The readings for today’s Mass were: 

Reading 1 Ex 3:1-6, 9-12

Moses was tending the flock of his father-in-law Jethro, the priest of Midian.
Leading the flock across the desert, he came to Horeb,
the mountain of God.
There an angel of the LORD appeared to him in fire
flaming out of a bush.
As he looked on, he was surprised to see that the bush,
though on fire, was not consumed.
So Moses decided,
“I must go over to look at this remarkable sight,
and see why the bush is not burned.”
When the LORD saw him coming over to look at it more closely,
God called out to him from the bush, “Moses! Moses!”
He answered, “Here I am.”
God said, “Come no nearer!
Remove the sandals from your feet,
for the place where you stand is holy ground.
I am the God of your father,” he continued,
“the God of Abraham, the God of Isaac, the God of Jacob.
The cry of the children of Israel has reached me,
and I have truly noted that the Egyptians are oppressing them.
Come, now! I will send you to Pharaoh to lead my people,
the children of Israel, out of Egypt.”But Moses said to God,
“Who am I that I should go to Pharaoh
and lead the children of Israel out of Egypt?”
He answered, “I will be with you;
and this shall be your proof that it is I who have sent you:
when you bring my people out of Egypt,
you will worship God on this very mountain.”

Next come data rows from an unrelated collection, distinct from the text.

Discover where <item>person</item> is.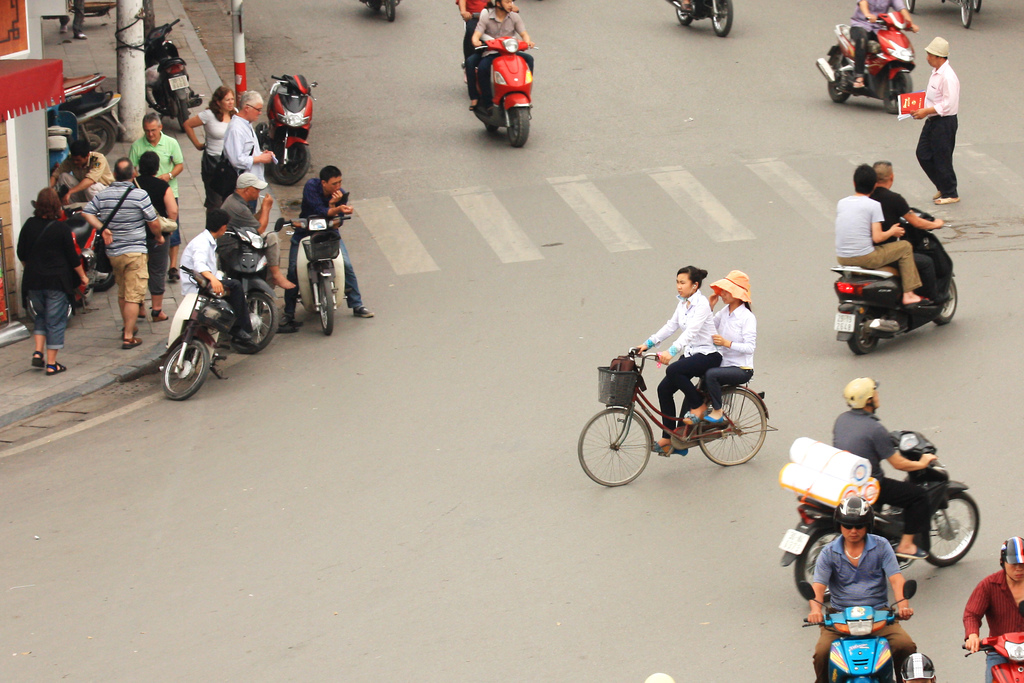
Discovered at 825,373,940,567.
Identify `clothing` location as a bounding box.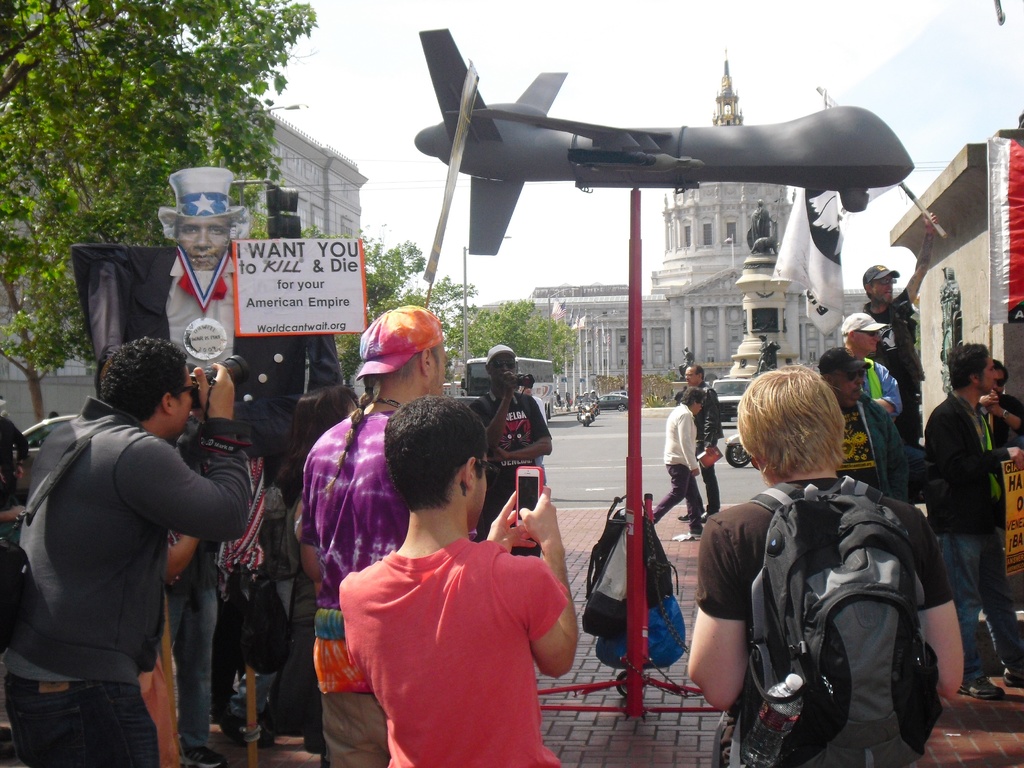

Responsorial Psalm PS 103:1b-2, 3-4, 6-7

R. (8a) The Lord is kind and merciful.
Bless the LORD, O my soul;
and all my being, bless his holy name.
Bless the LORD, O my soul,
and forget not all his benefits.
R. The Lord is kind and merciful.
He pardons all your iniquities,
he heals all your ills.
He redeems your life from destruction,
he crowns you with kindness and compassion.
R. The Lord is kind and merciful.
The LORD secures justice
and the rights of all the oppressed.
He has made known his ways to Moses,
and his deeds to the children of Israel.
R. The Lord is kind and merciful.

Alleluia See Mt 11:25

R. Alleluia, alleluia.
Blessed are you, Father, Lord of heaven and earth;
you have revealed to little ones the mysteries of the Kingdom.
R. Alleluia, alleluia.

Gospel Mt 11:25-27

At that time Jesus exclaimed:
“I give praise to you, Father, Lord of heaven and earth,
for although you have hidden these things
from the wise and the learned
you have revealed them to the childlike.
Yes, Father, such has been your gracious will.
All things have been handed over to me by my Father.
No one knows the Son except the Father,
and no one knows the Father except the Son
and anyone to whom the Son wishes to reveal him.”